6) Early in July they sent Ryan Church to the Braves for Jeff Francoeur, thus clearing the team of the guys who have spent extended time on the Jerry Manuel Shitlist. I didn’t understand this trade at first and, as has been well-documented, I was a fan of Ryan Church. But, the more I thought about it, the more I got on-board. At 30, Church is what he is — A .270 hitter with a little bit of power who plays a great right field. At 25, there’s still a chance the Mets’ system can teach him that he does not, in fact, have to swing at every pitch thrown to him. Someone should show video of Vlad Guererro and say “you’re not him. Stop it.” Church should be happy — apparently karma repays a player’s time on the Jerry Manuel Shitlist as TrapJaw got to catch Mark Buehrle’s perfect game.

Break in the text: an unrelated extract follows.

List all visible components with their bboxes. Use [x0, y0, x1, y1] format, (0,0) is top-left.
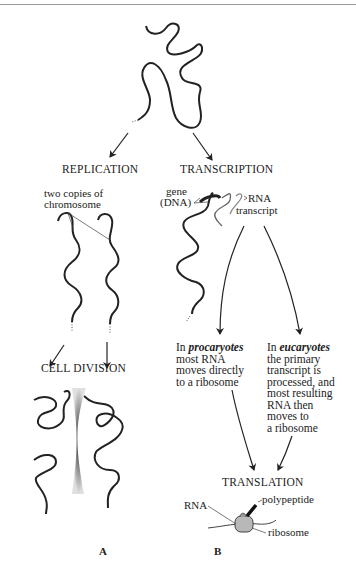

7) In the closing days of August, like the last gasp of a horror movie monster, the Mets took 5-straight from the Wildcard leading Rockies and the Astros. Then, they promptly returned to Earth dropping three-of-four, at home, to the semi-terrible Diamondbacks. The Mets season, and really the last two seasons, can be summed up by their August 4th game vs. the Cardinals. K-Rod blew the save and allowed the Cards to tie in the top of the 9th. I turned the channel because I knew the game was over. The Mets do not get clutch hits late in games. They haven’t for the last two seasons. Did you know there’s only been three walk-offs in the new stadium this year? The Yankees had three in a week. I checked the box score later in the evening more out of habit then the presumption they won. I discovered that Sean Green HBPed in the go-ahead run before delivering a meatball to El Hombre who did what he do — mashing a grand slam to put the Cardinals up 5. My Mets.

8) As I mentioned earlier this year — the team’s chronic ability to get hits off of bullpen pitchers or to get anything past the sixth inning is something that has yet to be addressed. It hasn’t changed this season. All of their offensive numbers are down due to the injuries — but still, in the 7th-9th inning the Mets aggregate numbers are .240/.330/.363. It represents an 80 point drop in OPS from the 4th-6th. It’s a little thing that nobody talks about but it’s absolutely there — along with their .240/.274/.410 line with bases loaded. I don’t see it getting better next year either.

9) And as that short-lived five game winning streak was happening, I started talking myself in to the idea that it wasn’t quite yet lost. If they could put together a few more wins, maybe they’d start getting guys back, and we had a shot. I was talking myself in to Halladay trades. Then everything came back down to Earth. Really, I do kind of wish the Mets sent a haul of players for Halladay. Right now, there’s a moderately good chance the Phillies end up as, at least, the NL representative to the World Series. So, there’s an outside chance that the Mets, next year, will have to contend with a two-time World Series champion in their division featuring a 1-2 of Cole Hamels and Cliff Lee. And we’ll be responding to that with Johan Santana and……… Oliver Perez?

10) I’m sure there will be a moment this month where I officially throw in the towel. I might be there now but I feel like I’ll know it for certain when it happens. My boss tossed it in after the aforementioned Cardinals game. I’m still holding on to it, but it came really close after the Padres walk-off on Friday. But that’s a thought for another month.